Give Them a Fighting Chance
Of course, not all games need to make the player feel powerless in order to be scary. Sometimes giving them a little power can actually make things worse. Take the Resident Evil series, The Evil Within, or Dead Space, these games outfit the player with the tools they need not only to survive, but to overcome to horrors they will face. The only problem is, they don’t give them quite enough.
Inventory management and limited ammo add a new layer to the scares. Clearing out the zombies that shamble down the corridor in Resident Evil 2 Remake might seem like a good idea at first, but what happens when you meet a licker with no ammo left? Do you instead decide to leave them and conserve your ammo, running the risk of being overwhelmed when you have to make your way back through later on, low on health and with no green herbs? Games like this add a psychological side to their horror by giving the player difficult choices, and letting them seal their own fate.

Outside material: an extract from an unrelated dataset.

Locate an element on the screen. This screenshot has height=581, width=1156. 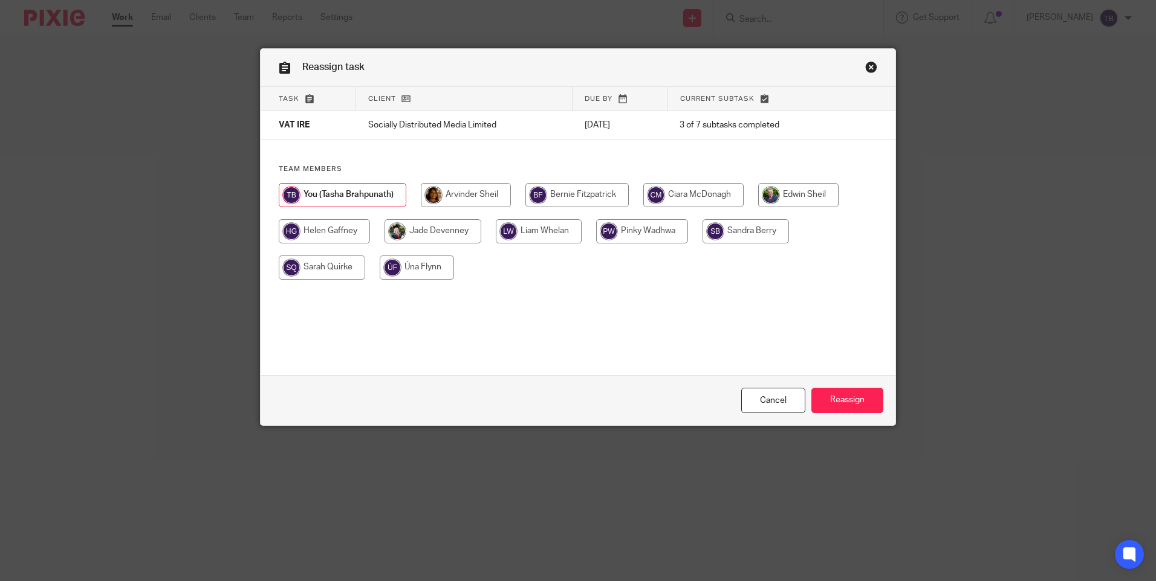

These more action-focused games also tend to lean more towards to the gruesome and the gory. If the player has to face these threats head-on, then why not make them wish they could look away? The gore that comes naturally with zombies, the disgusting body horror of Dead Space’s once-human Necromorphs, the uncannily unnatural movement of the moulded in Resident Evil 7, they all play into players’ primal fears and natural revulsion. Horrific creature design and the writhing faces of mutated monstrosities stick in players’ subconsciousnesses long after they put the controller down.

Make Them Choose
Until Dawn and the Dark Pictures Anthology games delve into a different kind of fear, the fear of choice. Not to pick your own fate, as with poor inventory management, but the fates of others. Playing off the tropes of every horror film that has ever been made, these games throw the player into a myriad of dark situations with a cast of stereotypical teenage archetypes and asks them whether or not they want to investigate the mysterious noises in the basement. Now that it’s up to the player to make these decisions, the most sensible answer suddenly becomes a lot less obvious.
Yes, this genre of horror may be more pulpy and fun than those previously mentioned, but if the player is actively trying to keep every character alive, then every decision will weigh heavily on their minds. And the games don’t give players long to think, either. Making snap decisions and then having to deal with the fallout is what makes these games so much fun, and so replayable.

Lurk in Their Imagination
And we cannot forget the power of psychological horror. games like Soma, making the player question what it even means to be human and ponder the existential nightmare that is consciousness, all while trapped at the bottom of the ocean. Or games like Silent Hill that manifest the main characters’ inner turmoils as monsters, eager to destroy them from the outside as well as in.
So, yes, jump scares are here to stay. And that’s okay. Even PT (perhaps the single most terrifying experience I’ve ever played) had jump scares. When used sparing, they are incredibly effective (I think my heart stopped beating for a moment or two when Lisa first grabbed me). But they wouldn’t have been nearly as effective without the incredible build-up that came before them. Atmosphere, sound design, and the threat of something else lurking in the shadows are what make horror games scary. And the games that turn the player’s own imagination against them that are remembered most fondly of all.